Wednesday, May 21, 2008

Alaska Cruises Hotter Than Ever

Ships - large, small and even tall - from 15 lines are heading to the waters off Alaska this summer

The year was 1883, the place was Glacier Bay, Alaska, and the vessel was the Idaho - the first of its breed to offer Alaska and Glacier Bay as a cruise experience.

Aboard the Idaho's maiden trip to Alaska was a 27-year-old writer, Eliza Ruhamah Scidmore. Inspired by written reports from famed naturalist John Muir about Alaska's towering mountains, lush virgin forests, island-dotted waterways, massive glaciers, and the great bay that contained so many of them, Scidmore travelled north to see it for herself.

See it she did. And from her talented pen came a succession of articles in U.S. newspapers, magazines and a fascinating book describing her Alaska adventure. Cruising to Alaska was born.

Fast forward to 2008. No fewer than 15 cruise lines will dispatch their vessels to Alaska. Nearly a million passengers made the trip in 2007; more are expected this summer. Cruising patterns have remained largely unchanged from years past with four basic options:

1) Most traditional is an Inside Passage round trip in seven nights, eight days from Vancouver to southeast Alaska and back. Port calls usually include two to four of the principal communities of the region - Ketchikan, Wrangell, Petersburg, Sitka, Juneau, Haines and Skagway - plus day-long visits to Glacier Bay National Park and/or other glacier-viewing sites.

2) One-way "Gulf-and-Glaciers" sailing in seven nights/eight days takes in many of the same Inside Passage sights but adds glacier-rich Prince William Sound. A Gulf-and-Glaciers voyage ends (or begins) at Seward or Whittier in the north and Vancouver in the south.

3) Cruises entirely within Alaska can involve either round trips from a single city such as Ketchikan or Juneau or one-way trips between two communities. (Example: sailing one-way in seven nights/eight days through wilderness waters between Juneau and Sitka.)

4)Expedition-type voyages can extend well beyond traditional options to include Aleutian and other remote islands, sub-Arctic ports, and Russian lands across the Bering Sea.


## PROBLEM DETAILS
Repeat the records. Keep every word and mark exactly as it is.

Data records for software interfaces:

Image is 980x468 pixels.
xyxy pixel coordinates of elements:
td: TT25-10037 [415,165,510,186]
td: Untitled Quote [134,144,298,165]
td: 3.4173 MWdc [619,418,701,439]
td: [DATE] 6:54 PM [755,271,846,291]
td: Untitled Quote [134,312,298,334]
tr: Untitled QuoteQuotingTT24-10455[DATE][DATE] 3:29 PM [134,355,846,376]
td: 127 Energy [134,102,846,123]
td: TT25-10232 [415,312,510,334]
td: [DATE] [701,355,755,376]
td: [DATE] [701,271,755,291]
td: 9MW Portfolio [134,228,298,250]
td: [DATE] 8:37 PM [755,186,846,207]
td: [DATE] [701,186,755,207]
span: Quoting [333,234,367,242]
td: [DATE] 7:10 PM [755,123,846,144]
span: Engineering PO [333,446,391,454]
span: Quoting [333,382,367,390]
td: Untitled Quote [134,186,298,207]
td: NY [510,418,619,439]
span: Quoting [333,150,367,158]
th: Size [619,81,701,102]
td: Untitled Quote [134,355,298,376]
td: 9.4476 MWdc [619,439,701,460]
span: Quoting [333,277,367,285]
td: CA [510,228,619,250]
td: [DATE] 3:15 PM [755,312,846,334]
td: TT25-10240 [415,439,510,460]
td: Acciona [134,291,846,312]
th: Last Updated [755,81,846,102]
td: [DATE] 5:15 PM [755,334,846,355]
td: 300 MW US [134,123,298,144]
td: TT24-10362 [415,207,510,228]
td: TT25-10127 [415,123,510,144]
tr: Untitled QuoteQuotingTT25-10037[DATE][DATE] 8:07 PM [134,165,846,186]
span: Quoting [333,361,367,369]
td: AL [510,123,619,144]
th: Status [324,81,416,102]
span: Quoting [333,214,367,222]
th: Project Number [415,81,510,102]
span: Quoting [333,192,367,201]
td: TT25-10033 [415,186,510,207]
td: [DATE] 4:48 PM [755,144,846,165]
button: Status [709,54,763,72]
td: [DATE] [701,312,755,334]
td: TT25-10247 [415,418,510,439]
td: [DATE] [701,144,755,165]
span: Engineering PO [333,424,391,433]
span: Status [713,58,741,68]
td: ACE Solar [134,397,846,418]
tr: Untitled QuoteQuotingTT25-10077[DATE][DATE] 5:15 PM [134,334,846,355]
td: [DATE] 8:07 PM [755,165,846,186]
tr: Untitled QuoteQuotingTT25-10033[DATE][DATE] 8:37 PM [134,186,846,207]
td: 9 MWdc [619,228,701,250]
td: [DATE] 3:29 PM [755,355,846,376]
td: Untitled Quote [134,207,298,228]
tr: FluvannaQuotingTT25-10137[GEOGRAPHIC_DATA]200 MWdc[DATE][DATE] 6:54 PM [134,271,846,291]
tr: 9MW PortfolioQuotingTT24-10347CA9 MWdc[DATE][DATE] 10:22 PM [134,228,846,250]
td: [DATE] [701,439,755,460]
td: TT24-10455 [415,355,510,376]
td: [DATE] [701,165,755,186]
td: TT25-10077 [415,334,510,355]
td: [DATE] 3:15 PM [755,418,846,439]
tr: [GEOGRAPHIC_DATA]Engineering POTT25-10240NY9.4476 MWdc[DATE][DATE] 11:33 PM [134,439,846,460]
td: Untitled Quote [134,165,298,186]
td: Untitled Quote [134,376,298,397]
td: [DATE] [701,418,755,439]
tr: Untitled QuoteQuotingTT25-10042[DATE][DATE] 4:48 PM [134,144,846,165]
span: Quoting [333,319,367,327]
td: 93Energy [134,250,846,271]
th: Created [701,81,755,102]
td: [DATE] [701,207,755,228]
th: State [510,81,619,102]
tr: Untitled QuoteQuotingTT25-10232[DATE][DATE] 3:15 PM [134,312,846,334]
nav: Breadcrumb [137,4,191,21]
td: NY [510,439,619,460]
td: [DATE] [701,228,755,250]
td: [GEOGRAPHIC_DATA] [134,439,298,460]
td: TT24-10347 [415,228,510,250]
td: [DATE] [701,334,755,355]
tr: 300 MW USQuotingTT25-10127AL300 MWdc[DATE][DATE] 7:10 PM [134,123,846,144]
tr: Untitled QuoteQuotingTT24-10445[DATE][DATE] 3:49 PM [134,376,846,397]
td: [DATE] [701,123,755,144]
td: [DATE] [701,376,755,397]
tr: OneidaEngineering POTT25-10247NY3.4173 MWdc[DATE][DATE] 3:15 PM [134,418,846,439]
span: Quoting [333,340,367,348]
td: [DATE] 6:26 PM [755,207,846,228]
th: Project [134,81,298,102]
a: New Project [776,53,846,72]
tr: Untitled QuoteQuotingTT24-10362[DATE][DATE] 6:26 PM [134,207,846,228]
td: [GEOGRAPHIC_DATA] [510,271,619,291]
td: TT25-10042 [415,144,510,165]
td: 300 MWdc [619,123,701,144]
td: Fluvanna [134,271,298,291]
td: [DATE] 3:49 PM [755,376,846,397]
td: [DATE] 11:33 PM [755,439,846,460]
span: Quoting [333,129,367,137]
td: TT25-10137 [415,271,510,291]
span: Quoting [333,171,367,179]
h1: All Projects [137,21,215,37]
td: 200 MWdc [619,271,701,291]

## WRITTEN ANSWER
Image is 980x468 pixels.
xyxy pixel coordinates of elements:
td: TT25-10037 [415,165,510,186]
td: Untitled Quote [134,144,298,165]
td: 3.4173 MWdc [619,418,701,439]
td: [DATE] 6:54 PM [755,271,846,291]
td: Untitled Quote [134,312,298,334]
tr: Untitled QuoteQuotingTT24-10455[DATE][DATE] 3:29 PM [134,355,846,376]
td: 127 Energy [134,102,846,123]
td: TT25-10232 [415,312,510,334]
td: [DATE] [701,355,755,376]
td: [DATE] [701,271,755,291]
td: 9MW Portfolio [134,228,298,250]
td: [DATE] 8:37 PM [755,186,846,207]
td: [DATE] [701,186,755,207]
span: Quoting [333,234,367,242]
td: [DATE] 7:10 PM [755,123,846,144]
span: Engineering PO [333,446,391,454]
span: Quoting [333,382,367,390]
td: Untitled Quote [134,186,298,207]
td: NY [510,418,619,439]
span: Quoting [333,150,367,158]
th: Size [619,81,701,102]
td: Untitled Quote [134,355,298,376]
td: 9.4476 MWdc [619,439,701,460]
span: Quoting [333,277,367,285]
td: CA [510,228,619,250]
td: [DATE] 3:15 PM [755,312,846,334]
td: TT25-10240 [415,439,510,460]
td: Acciona [134,291,846,312]
th: Last Updated [755,81,846,102]
td: [DATE] 5:15 PM [755,334,846,355]
td: 300 MW US [134,123,298,144]
td: TT24-10362 [415,207,510,228]
td: TT25-10127 [415,123,510,144]
tr: Untitled QuoteQuotingTT25-10037[DATE][DATE] 8:07 PM [134,165,846,186]
span: Quoting [333,361,367,369]
td: AL [510,123,619,144]
th: Status [324,81,416,102]
span: Quoting [333,214,367,222]
th: Project Number [415,81,510,102]
span: Quoting [333,192,367,201]
td: TT25-10033 [415,186,510,207]
td: [DATE] 4:48 PM [755,144,846,165]
button: Status [709,54,763,72]
td: [DATE] [701,312,755,334]
td: TT25-10247 [415,418,510,439]
td: [DATE] [701,144,755,165]
span: Engineering PO [333,424,391,433]
span: Status [713,58,741,68]
td: ACE Solar [134,397,846,418]
tr: Untitled QuoteQuotingTT25-10077[DATE][DATE] 5:15 PM [134,334,846,355]
td: [DATE] 8:07 PM [755,165,846,186]
tr: Untitled QuoteQuotingTT25-10033[DATE][DATE] 8:37 PM [134,186,846,207]
td: 9 MWdc [619,228,701,250]
td: [DATE] 3:29 PM [755,355,846,376]
td: Untitled Quote [134,207,298,228]
tr: FluvannaQuotingTT25-10137[GEOGRAPHIC_DATA]200 MWdc[DATE][DATE] 6:54 PM [134,271,846,291]
tr: 9MW PortfolioQuotingTT24-10347CA9 MWdc[DATE][DATE] 10:22 PM [134,228,846,250]
td: [DATE] [701,439,755,460]
td: TT24-10455 [415,355,510,376]
td: [DATE] [701,165,755,186]
td: TT25-10077 [415,334,510,355]
td: [DATE] 3:15 PM [755,418,846,439]
tr: [GEOGRAPHIC_DATA]Engineering POTT25-10240NY9.4476 MWdc[DATE][DATE] 11:33 PM [134,439,846,460]
td: Untitled Quote [134,165,298,186]
td: Untitled Quote [134,376,298,397]
td: [DATE] [701,418,755,439]
tr: Untitled QuoteQuotingTT25-10042[DATE][DATE] 4:48 PM [134,144,846,165]
span: Quoting [333,319,367,327]
td: 93Energy [134,250,846,271]
th: Created [701,81,755,102]
td: [DATE] [701,207,755,228]
th: State [510,81,619,102]
tr: Untitled QuoteQuotingTT25-10232[DATE][DATE] 3:15 PM [134,312,846,334]
nav: Breadcrumb [137,4,191,21]
td: NY [510,439,619,460]
td: [DATE] [701,228,755,250]
td: [GEOGRAPHIC_DATA] [134,439,298,460]
td: TT24-10347 [415,228,510,250]
td: [DATE] [701,334,755,355]
tr: 300 MW USQuotingTT25-10127AL300 MWdc[DATE][DATE] 7:10 PM [134,123,846,144]
tr: Untitled QuoteQuotingTT24-10445[DATE][DATE] 3:49 PM [134,376,846,397]
td: [DATE] [701,123,755,144]
td: [DATE] [701,376,755,397]
tr: OneidaEngineering POTT25-10247NY3.4173 MWdc[DATE][DATE] 3:15 PM [134,418,846,439]
span: Quoting [333,340,367,348]
td: [DATE] 6:26 PM [755,207,846,228]
th: Project [134,81,298,102]
a: New Project [776,53,846,72]
tr: Untitled QuoteQuotingTT24-10362[DATE][DATE] 6:26 PM [134,207,846,228]
td: [GEOGRAPHIC_DATA] [510,271,619,291]
td: TT25-10042 [415,144,510,165]
td: 300 MWdc [619,123,701,144]
td: Fluvanna [134,271,298,291]
td: [DATE] 3:49 PM [755,376,846,397]
td: [DATE] 11:33 PM [755,439,846,460]
span: Quoting [333,129,367,137]
td: TT25-10137 [415,271,510,291]
span: Quoting [333,171,367,179]
h1: All Projects [137,21,215,37]
td: 200 MWdc [619,271,701,291]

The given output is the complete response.